Most of what gets written about portfolio careers is aimed at people who want one, the creative types and serial founders who light up at the thought of juggling five things at once.

But maybe that’s not you.

You’re looking at this because you already know what it costs to give one company everything. You did exactly that, for years. And when the burnout hit, or the layoff came, or you just woke up one morning unable to walk back in, you didn’t lose a job. You lost your income, your routine, the people you saw every day, and a big piece of how you understood yourself.

All from one place. All at once.

So you want this thing built carefully, because last time the fallout taught you exactly what’s at stake.

What a portfolio career is really for

A portfolio career is mostly a risk strategy. The world keeps selling it as a lifestyle upgrade, and for someone in your shoes that framing misses the whole point.

When one employer is your paycheck and your daily structure and a big chunk of your identity all at once, you’ve got everything you own sitting in a single spot. That holds up right until it doesn’t. And when it breaks, it tends to break all the way down.

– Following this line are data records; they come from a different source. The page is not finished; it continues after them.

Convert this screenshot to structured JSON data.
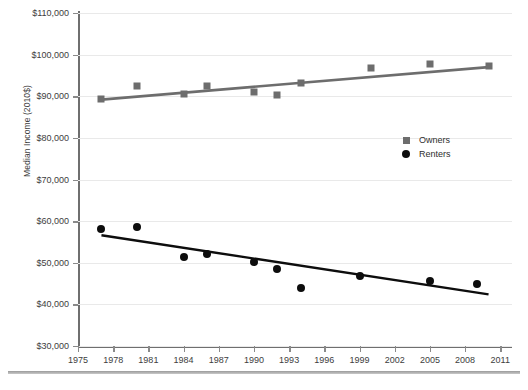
{
  "chart_data": {
    "type": "scatter",
    "title": "",
    "xlabel": "",
    "ylabel": "Median Income (2010$)",
    "xlim": [
      1975,
      2012
    ],
    "ylim": [
      30000,
      110000
    ],
    "grid": true,
    "legend_position": "center-right",
    "x_ticks": [
      1975,
      1978,
      1981,
      1984,
      1987,
      1990,
      1993,
      1996,
      1999,
      2002,
      2005,
      2008,
      2011
    ],
    "y_ticks": [
      30000,
      40000,
      50000,
      60000,
      70000,
      80000,
      90000,
      100000,
      110000
    ],
    "y_tick_labels": [
      "$30,000",
      "$40,000",
      "$50,000",
      "$60,000",
      "$70,000",
      "$80,000",
      "$90,000",
      "$100,000",
      "$110,000"
    ],
    "x_tick_labels": [
      "1975",
      "1978",
      "1981",
      "1984",
      "1987",
      "1990",
      "1993",
      "1996",
      "1999",
      "2002",
      "2005",
      "2008",
      "2011"
    ],
    "series": [
      {
        "name": "Owners",
        "marker": "square",
        "color": "#6d6d6d",
        "x": [
          1977,
          1980,
          1984,
          1986,
          1990,
          1992,
          1994,
          2000,
          2005,
          2010
        ],
        "values": [
          89400,
          92500,
          90600,
          92400,
          91000,
          90200,
          93200,
          96800,
          97800,
          97300
        ],
        "trendline": {
          "x": [
            1977,
            2010
          ],
          "y": [
            89200,
            97000
          ],
          "color": "#6d6d6d"
        }
      },
      {
        "name": "Renters",
        "marker": "circle",
        "color": "#0d0d0d",
        "x": [
          1977,
          1980,
          1984,
          1986,
          1990,
          1992,
          1994,
          1999,
          2005,
          2009
        ],
        "values": [
          58000,
          58500,
          51500,
          52200,
          50200,
          48400,
          44000,
          46800,
          45700,
          45000
        ],
        "trendline": {
          "x": [
            1977,
            2010
          ],
          "y": [
            56600,
            42400
          ],
          "color": "#0d0d0d"
        }
      }
    ],
    "legend": [
      {
        "label": "Owners",
        "marker": "square",
        "color": "#6d6d6d"
      },
      {
        "label": "Renters",
        "marker": "circle",
        "color": "#0d0d0d"
      }
    ]
  }
}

A portfolio career spreads that weight out. A couple of different clients, work that doesn’t all live under one roof, and more than one place your sense of meaning comes from. So when one piece wobbles, and something always wobbles, the rest of it keeps you upright.

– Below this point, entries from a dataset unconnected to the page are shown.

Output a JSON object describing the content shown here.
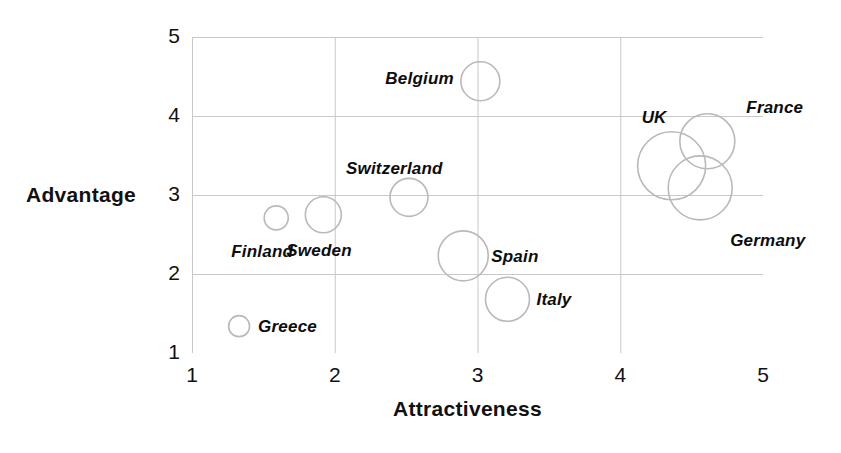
{
  "chart_data": {
    "type": "scatter",
    "title": "",
    "subtitle": "",
    "xlabel": "Attractiveness",
    "ylabel": "Advantage",
    "xlim": [
      1,
      5
    ],
    "ylim": [
      1,
      5
    ],
    "xticks": [
      "1",
      "2",
      "3",
      "4",
      "5"
    ],
    "yticks": [
      "1",
      "2",
      "3",
      "4",
      "5"
    ],
    "grid": true,
    "legend": "none",
    "bubble_size_meaning": "market size",
    "marker_style": "open circle, grey outline, no fill",
    "points": [
      {
        "label": "Belgium",
        "x": 3.02,
        "y": 4.44,
        "r": 19.5,
        "label_dx": -95,
        "label_dy": -12
      },
      {
        "label": "Switzerland",
        "x": 2.52,
        "y": 2.97,
        "r": 19.0,
        "label_dx": -63,
        "label_dy": -38
      },
      {
        "label": "Sweden",
        "x": 1.92,
        "y": 2.75,
        "r": 18.0,
        "label_dx": -37,
        "label_dy": 26
      },
      {
        "label": "Finland",
        "x": 1.59,
        "y": 2.71,
        "r": 12.0,
        "label_dx": -45,
        "label_dy": 24
      },
      {
        "label": "Greece",
        "x": 1.33,
        "y": 1.34,
        "r": 10.5,
        "label_dx": 19,
        "label_dy": -9
      },
      {
        "label": "Spain",
        "x": 2.9,
        "y": 2.23,
        "r": 25.0,
        "label_dx": 28,
        "label_dy": -9
      },
      {
        "label": "Italy",
        "x": 3.21,
        "y": 1.68,
        "r": 22.0,
        "label_dx": 29,
        "label_dy": -9
      },
      {
        "label": "UK",
        "x": 4.36,
        "y": 3.37,
        "r": 34.0,
        "label_dx": -30,
        "label_dy": -58
      },
      {
        "label": "France",
        "x": 4.61,
        "y": 3.68,
        "r": 27.5,
        "label_dx": 39,
        "label_dy": -43
      },
      {
        "label": "Germany",
        "x": 4.56,
        "y": 3.09,
        "r": 32.0,
        "label_dx": 30,
        "label_dy": 43
      }
    ]
  },
  "colors": {
    "bubble_stroke": "#b9b9b9",
    "grid": "#c9c9c9",
    "text": "#111111",
    "background": "#ffffff"
  }
}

Where the whole market is heading backs this up. Median job tenure in the US is down to 3.9 years, the lowest it’s been since 2002. Fractional and part-time executive work has grown 57% since 2020. The single-employer career your parents counted on stopped being the safe bet a while ago, even if it still feels like the default.

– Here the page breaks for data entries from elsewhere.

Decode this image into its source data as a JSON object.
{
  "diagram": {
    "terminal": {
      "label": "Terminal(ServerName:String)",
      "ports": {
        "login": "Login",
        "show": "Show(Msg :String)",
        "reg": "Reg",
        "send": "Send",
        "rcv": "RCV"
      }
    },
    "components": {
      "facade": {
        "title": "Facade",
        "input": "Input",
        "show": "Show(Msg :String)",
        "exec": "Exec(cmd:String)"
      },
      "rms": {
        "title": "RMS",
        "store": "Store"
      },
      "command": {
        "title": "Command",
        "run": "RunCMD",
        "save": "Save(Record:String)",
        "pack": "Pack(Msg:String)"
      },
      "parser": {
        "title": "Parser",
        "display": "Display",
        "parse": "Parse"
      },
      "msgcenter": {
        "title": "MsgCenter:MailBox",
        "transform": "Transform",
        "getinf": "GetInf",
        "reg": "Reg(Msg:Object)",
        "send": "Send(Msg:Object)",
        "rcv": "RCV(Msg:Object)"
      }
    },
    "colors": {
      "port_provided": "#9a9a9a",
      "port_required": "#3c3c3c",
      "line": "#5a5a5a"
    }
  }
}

So whether a portfolio career makes sense was never really the question. For someone who’s already been burned putting it all in one basket, it’s close to obvious. The real question is what yours looks like. And that’s the exact spot where almost everyone freezes.

The playbook to building yours

First, find your number. Skip what you used to make and what you hope to make someday. You want the actual floor, what your life costs every month with nothing fancy added in.

Rent or mortgage, insurance, food, the kids, the minimum payments. That number is the foundation for everything else, because it tells you exactly how much your portfolio has to cover before you can breathe.

Then look at your savings and divide. However many months that covers is your runway, and your runway tells you how much pressure you’re really under right now.

Second, take inventory of what you can sell. This is where most people stall, and it’s almost never a real skills problem. You’ve just been doing your job so long you can’t see it as separate parts anymore.

So pull it apart. Think about the thing you did every week without thinking. The mess only you knew how to clean up. That process you built that’s somehow still running after you left. The kind of problem people always walked over to your desk to solve.

Each one of those is a service someone will pay for, even though it never looked like one from the inside. Write down ten before you let yourself dismiss a single one.

Third, anchor to the problem you solve, and hold everything else loosely. The trap is getting attached to one fixed idea of what the work has to be. What keeps you steady is staying clear on the problem you solve and who you solve it for.

Once you’ve got the why and the who locked in, the what and the how can move around as much as they need to and you won’t lose the thread.

I’ve got a client running a whole offering this way while he’s still inside a demanding corporate job, and it works precisely because he committed to naming and understanding the problem before he ever picked a format.

Fourth, start with two streams. I know the instinct is to spread wide and fast so you feel covered. Resist it.

Pick one anchor stream, the steady and predictable one that covers most of your number, and one growth stream, the one with higher upside and less certainty. Two is plenty to test whether this works without spreading yourself so thin you burn out again building the very thing that was supposed to protect you.

You can add more later. You almost always end up doing exactly that.

Fifth, work your weak ties. Most portfolio work never comes off a job board. It comes from the person you worked with three roles ago who just remembers you were good at this.

There’s solid research behind that, actually. The looser connections at the edges of your network tend to open more doors than your closest people, because they move through rooms you never see.

So build a short list of 10 names. Then start having low-pressure conversations now, while you’ve still got the stability of a paycheck behind you. You’re not announcing anything yet. You’re just doing your homework before you actually need it.

One note on timing… If you can build any piece of this while you’re still employed, do it. The day you hand in notice, the clock starts, and you want your number worked out and those first conversations already happening well before then.

And if you notice yourself hesitating, don’t force your way past it. Nine times out of ten that hesitation is your body remembering what the last version cost you, and that’s information worth sitting with before you move.

The whole point

Build it so that when one piece falls, and at some point one will, you’re still standing in the rest.

That’s what this is really about. The last time, one place held all of you, and losing it nearly took everything down with it. You’re making sure that can’t happen to you twice.

If you only do one thing this week, do the number. Sit down and work out the actual floor your life runs on, the real monthly minimum. Then hit reply and tell me what your anchor stream would be if you had to name it today.